David A. Sanders, vice chair of the Faculty Senate and associate professor of biological sciences, said via email that while it appears that the faculty will be consulted on this idea going forward, that has not been the case thus far. And Sanders said that there are many problems with this approach. "Using the results of the highly flawed Purdue-Gallup Index for the determination of any policies is a travesty," he said.

Sanders is very much pro-mentoring. In 2004, he was named the outstanding mentor of 2003-4 in the Siemens Westinghouse Competition in Math, Science, Technology for his work with a high school student.

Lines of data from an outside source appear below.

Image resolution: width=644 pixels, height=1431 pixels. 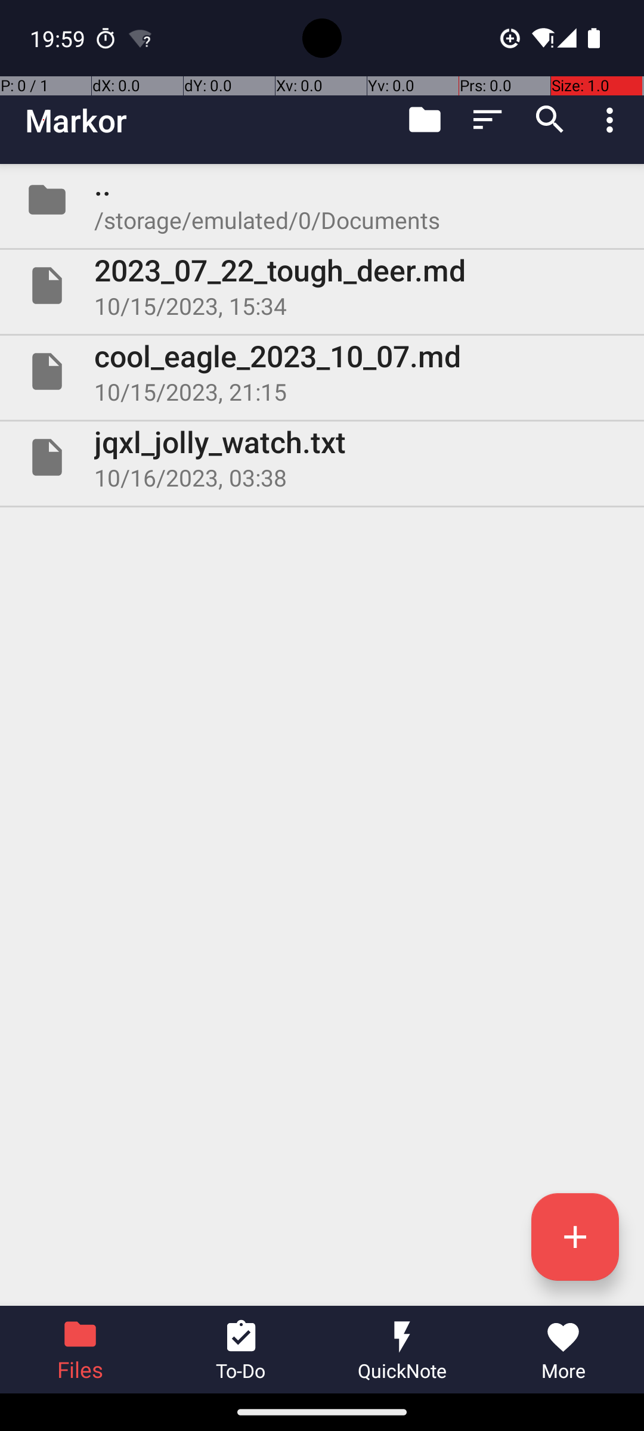 I want to click on File cool_eagle_2023_10_07.md , so click(x=322, y=372).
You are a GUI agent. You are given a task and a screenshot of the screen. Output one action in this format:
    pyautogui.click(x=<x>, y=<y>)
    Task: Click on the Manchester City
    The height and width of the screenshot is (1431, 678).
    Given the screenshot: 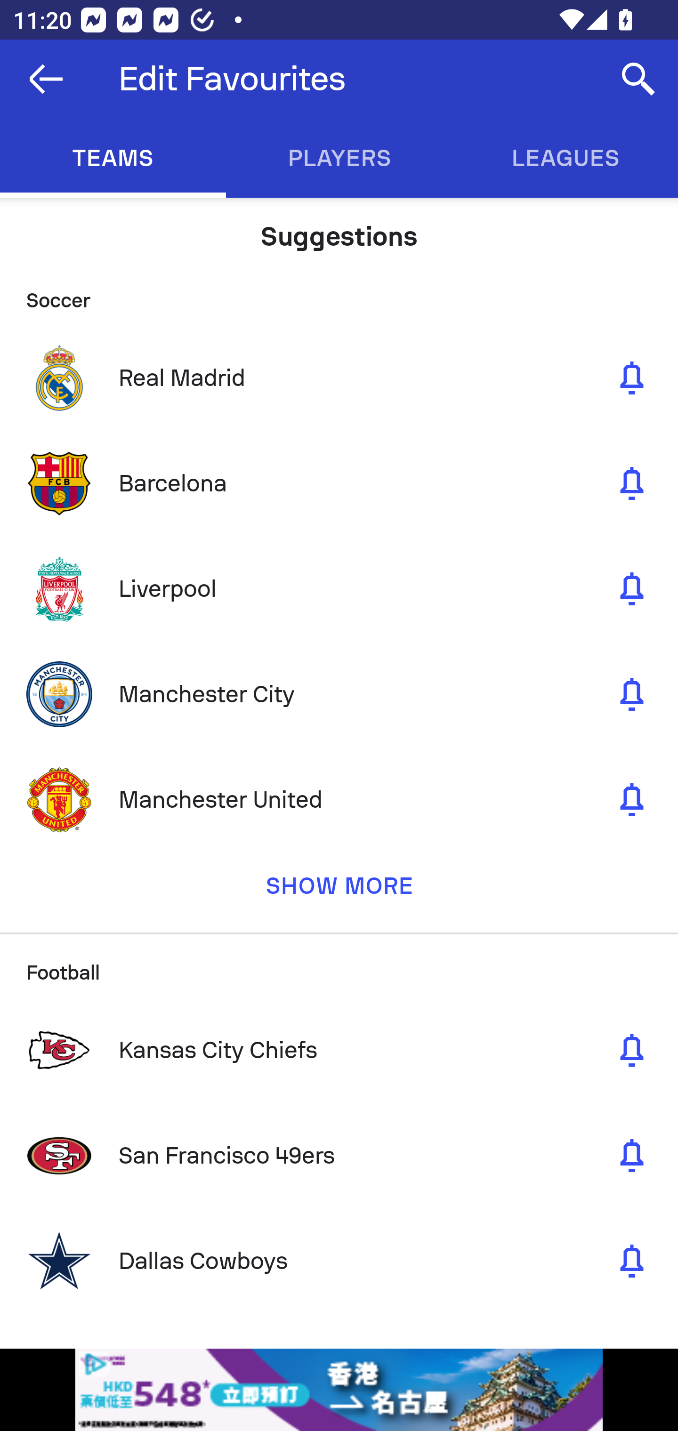 What is the action you would take?
    pyautogui.click(x=339, y=694)
    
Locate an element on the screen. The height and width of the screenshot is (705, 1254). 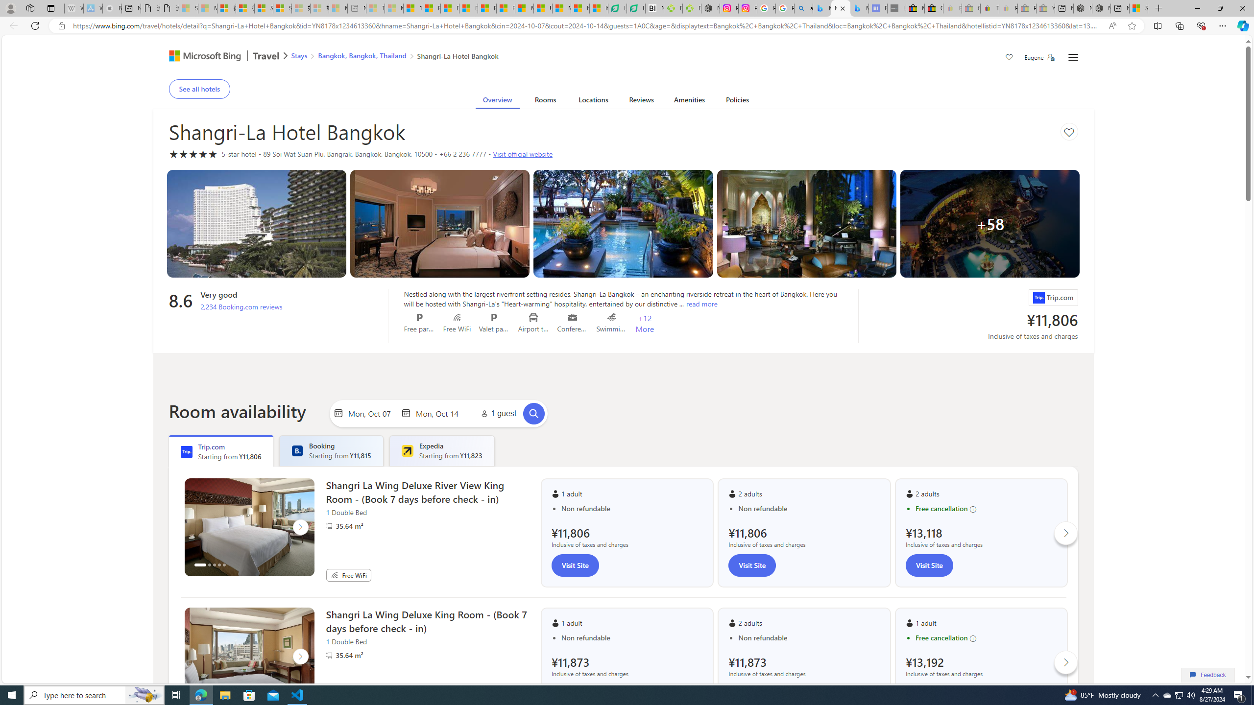
Conference rooms is located at coordinates (573, 317).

But he said he didn't accept the findings as valid. "Purdue and Gallup cherry-pick the results to fit a preexisting agenda. The Gallup questions are largely decades-old warmed-over queries that are designed for businesses," Sanders said. "In the Gallup poll one of the major criteria for life success is that one has a close friend at work. It can hardly be the responsibility of an institution of higher learning to ensure that outcome."

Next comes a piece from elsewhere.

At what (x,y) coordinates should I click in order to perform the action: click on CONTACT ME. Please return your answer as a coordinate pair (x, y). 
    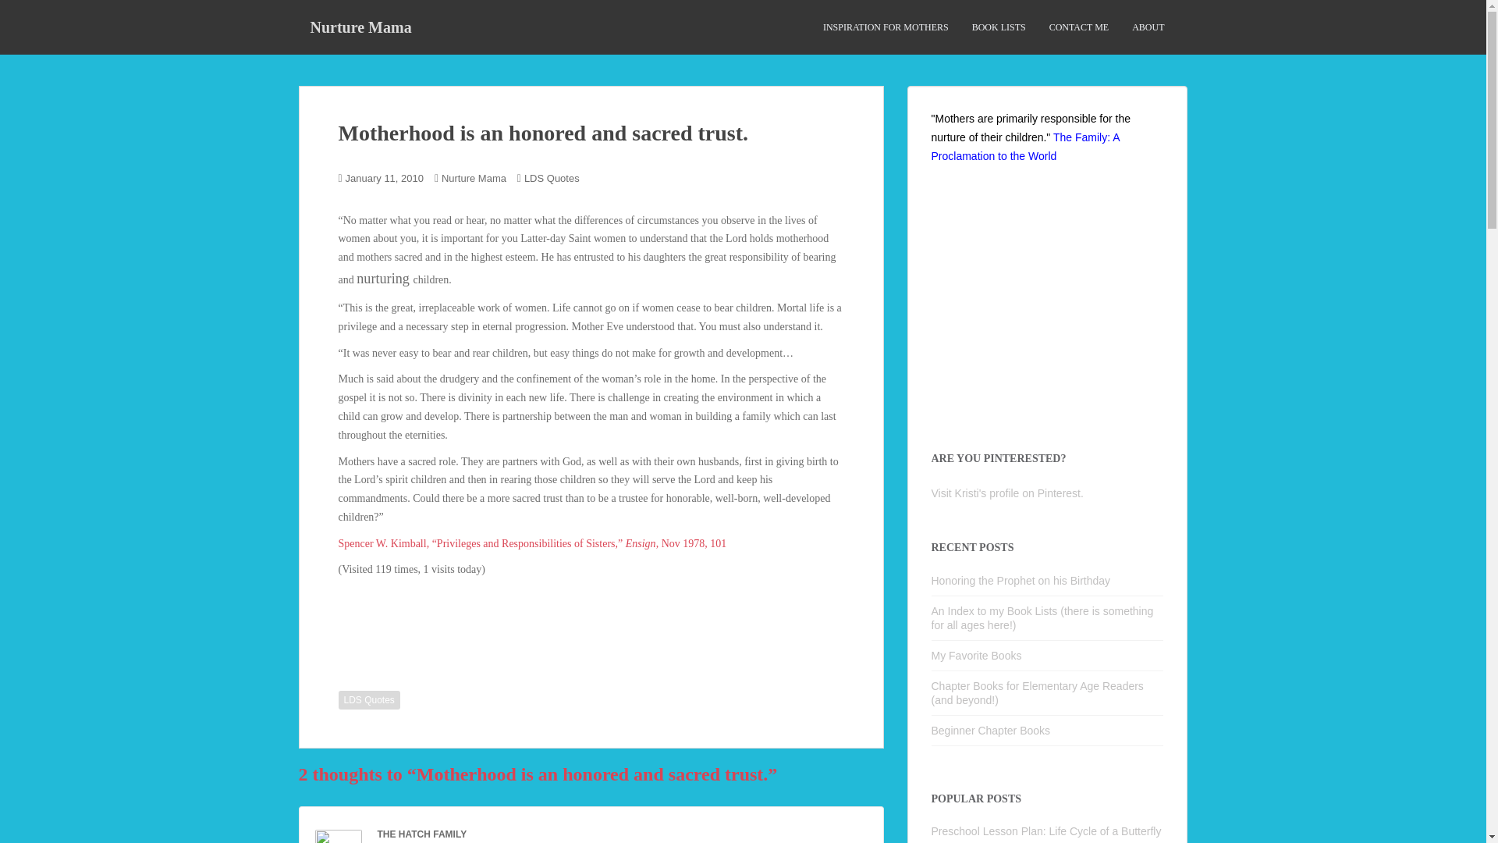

Further, Sanders noted that the Purdue results showed that his university's alumni are more likely than the national sample to be working full-time, working in managerial or executive roles, to report being engaged in work, and to be satisfied with their lives.

"If you have followed the results of the survey it was first found that students who felt 'mentored' were more successful in life than those who were not (no evidence of cause and effect -- maybe those who were receptive to mentoring are more likely to be successful or maybe those who have a more positive attitude [including towards their college experience] are more successful?)," Sanders wrote. "However, Purdue students were more likely to be in the highly successful categories than the average college student, and yet a lower percentage said they had been mentored. So we have happy poorly mentored students (according to our president). Did that bring into question the correlation? No."

The Push to Improve

Brandon H. Busteed, executive director for education and workforce development at Gallup, said via email that Gallup has not recommended anything about tenure based on its survey findings, but that colleges with which Gallup works are "thinking about and pursuing any number of changes based on the findings … from ramping up connectivity between academic courses and jobs/internships to starting new alumni-to-student mentoring programs to creating new value statements about student-centered learning, etc."

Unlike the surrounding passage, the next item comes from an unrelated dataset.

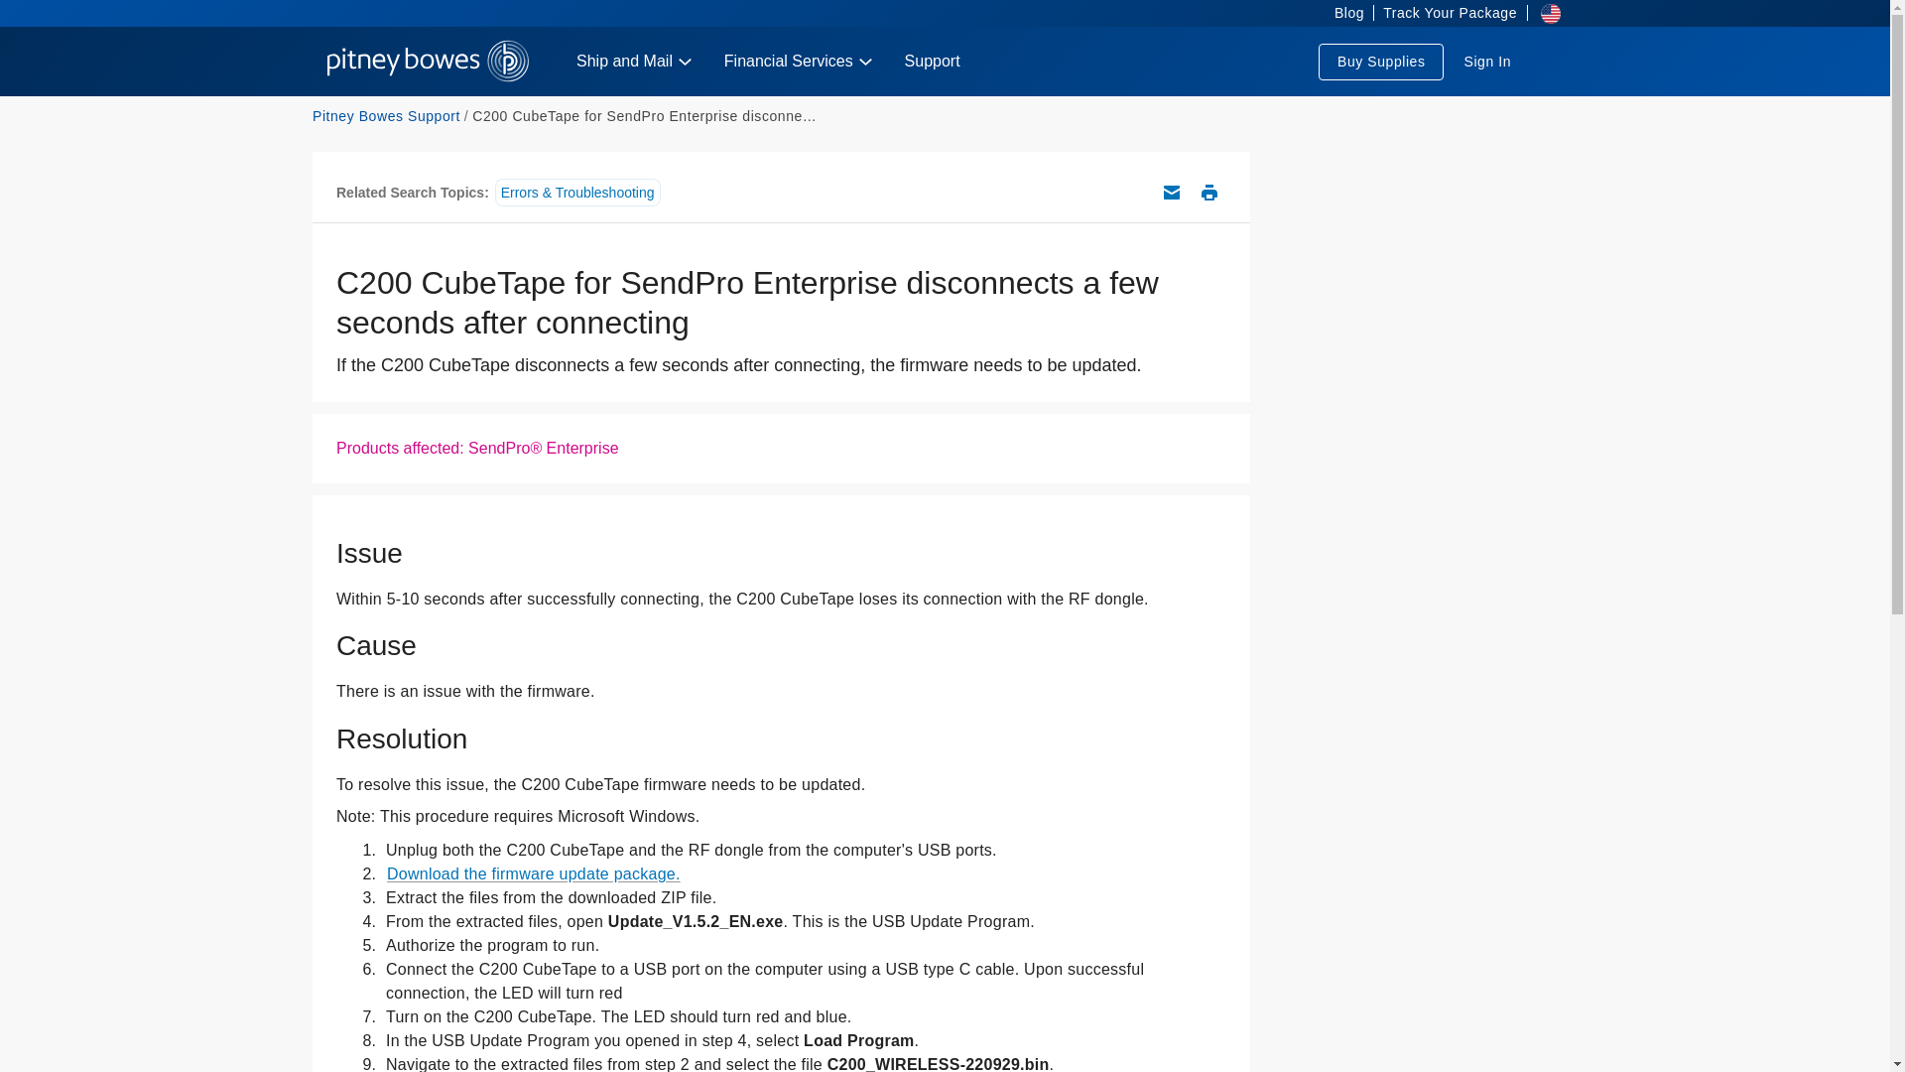 This screenshot has height=1072, width=1905. What do you see at coordinates (1381, 62) in the screenshot?
I see `Buy Supplies` at bounding box center [1381, 62].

Busteed defended Gallup's methodology and said it was not designed for business only. "The constructs we are measuring in the study are perhaps the most validated items and instruments of any research in history," he said. "On both workplace engagement and well-being, Gallup has studied these elements for decades. The measures on workplace engagement have not just been measured in business -- but across all organizations, from government agencies to large nonprofits to school districts and universities to Fortune 500 companies."

As for Purdue, Busteed said it was correct that the university looks strong on a number of measures, but he said that wasn't the only point to consider. "Purdue graduates do indeed look better than the national aggregate on some of the key outcome measures," Busteed said. "But whether they look good, bad or indifferent, the only important thing to do is to continually improve. And of all the things Gallup studied, the item that most correlated with workplace engagement and well-being later in life -- the most important factor of all -- was whether a graduate strongly agreed they had a mentor who encouraged their goals and dreams. So the idea of providing more encouragement, reward, incentive and emphasis on this – for faculty, staff, alumni and even students and parents -- is a very smart idea. Certainly tweaks to tenure can reinforce this -- in addition to any number of other initiatives, such as building a network of alumni to mentor current undergraduates. From the perspective of Gallup’s research, we certainly applaud Purdue’s ideas on this."